Why, Wilson?

Chloe Fatsis and Julia Weinrod

You get down to the atrium hungry and lunch-less. Searching through your backpack, you manage to find $4—just enough money for a slice of pizza at Angelico. You ask your friend to go get it with you, but to your horror, they tell you they don’t have off-campus. When you ask why they don’t have it, they say that they can’t get off-campus privileges in the middle of an advisory, only at the beginning of the next advisory. You’re frustrated and annoyed. Why can’t they just get off campus in the middle of an advisory? Why, Wilson?

Ninth Grade Assistant Principal Tiffany Mercer said that off-campus lunch is based on whether or not you maintain a 3.0 GPA or improve by 0.5 points each advisory. Students will lose off-campus privileges if their GPA drops below the 3.0 minimum. She explained that DCPS only calculates GPAs at the end of each advisory, and that GPA is used to determine whether a student will be able to go off campus for the next advisory.

If a student doesn’t apply for off-campus lunch by two weeks into the new advisory, they’ll have to wait until the next advisory to receive those privileges. “[DCPS runs] GPAs once an advisory; we’re not going to go behind them and ask if we could get GPAs ran just for Wilson,” Mercer said when asked why students can’t get off-campus after that two-week period.
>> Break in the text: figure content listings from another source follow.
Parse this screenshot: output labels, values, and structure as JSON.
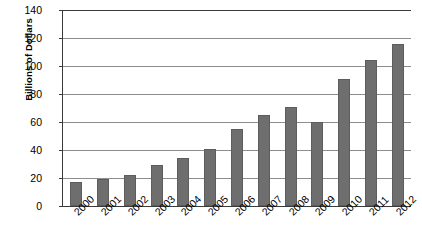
{
  "chart_data": {
    "type": "bar",
    "title": "",
    "subtitle": "",
    "xlabel": "",
    "ylabel": "Billions of Dollars",
    "categories": [
      "2000",
      "2001",
      "2002",
      "2003",
      "2004",
      "2005",
      "2006",
      "2007",
      "2008",
      "2009",
      "2010",
      "2011",
      "2012"
    ],
    "values": [
      17,
      19,
      22,
      29,
      34,
      41,
      55,
      65,
      71,
      60,
      91,
      104,
      116
    ],
    "series": [
      {
        "name": "",
        "values": [
          17,
          19,
          22,
          29,
          34,
          41,
          55,
          65,
          71,
          60,
          91,
          104,
          116
        ]
      }
    ],
    "ylim": [
      0,
      140
    ],
    "ytick_values": [
      0,
      20,
      40,
      60,
      80,
      100,
      120,
      140
    ],
    "ytick_labels": [
      "0",
      "20",
      "40",
      "60",
      "80",
      "100",
      "120",
      "140"
    ],
    "ytick_step": 20,
    "grid": true,
    "grid_axis": "y",
    "legend": false,
    "legend_position": "none",
    "xtick_rotation": -45,
    "bar_color": "#6e6e6e",
    "gridline_color": "#8d8d8d",
    "axis_color": "#3a3a3a",
    "text_color": "#000000",
    "background_color": "#ffffff",
    "annotations": []
  }
}
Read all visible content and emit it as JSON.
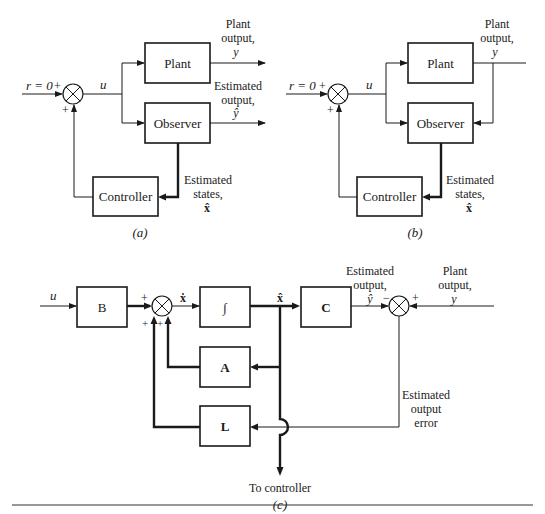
{
  "panel_a": {
    "caption": "(a)",
    "input_label": "r = 0",
    "sum_plus_left": "+",
    "sum_plus_bottom": "+",
    "u_label": "u",
    "plant": "Plant",
    "observer": "Observer",
    "controller": "Controller",
    "plant_output": [
      "Plant",
      "output,",
      "y"
    ],
    "estimated_output": [
      "Estimated",
      "output,",
      "ŷ"
    ],
    "estimated_states": [
      "Estimated",
      "states,",
      "x̂"
    ]
  },
  "panel_b": {
    "caption": "(b)",
    "input_label": "r = 0",
    "sum_plus_left": "+",
    "sum_plus_bottom": "+",
    "u_label": "u",
    "plant": "Plant",
    "observer": "Observer",
    "controller": "Controller",
    "plant_output": [
      "Plant",
      "output,",
      "y"
    ],
    "estimated_states": [
      "Estimated",
      "states,",
      "x̂"
    ]
  },
  "panel_c": {
    "caption": "(c)",
    "u_label": "u",
    "b_block": "B",
    "integrator": "∫",
    "a_block": "A",
    "l_block": "L",
    "c_block": "C",
    "xdot_label": "ẋ",
    "xhat_label": "x̂",
    "sum1_signs": [
      "+",
      "+",
      "+"
    ],
    "sum2_minus": "−",
    "sum2_plus": "+",
    "yhat_label": "ŷ",
    "estimated_output": [
      "Estimated",
      "output,"
    ],
    "plant_output": [
      "Plant",
      "output,",
      "y"
    ],
    "output_error": [
      "Estimated",
      "output",
      "error"
    ],
    "to_controller": "To controller"
  }
}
Data Coordinator Joseph Bellino explained that in the past, the system of approving students’ off-campus forms was very time-consuming, so a deadline was instituted to make the process more efficient, and that former Assistant Principal Tennille Bowser “said that it’s a privilege that we’re offering students [off campus lunch], so they should be able to follow the deadlines.”

The current policy doesn’t show signs of changing—Wilson students who finds themselves trapped in the atrium at STEP are going to continue waiting until the beginning of the next advisory for off campus. But Bellino said that that exceptions are usually made for students “if they have a good reason.”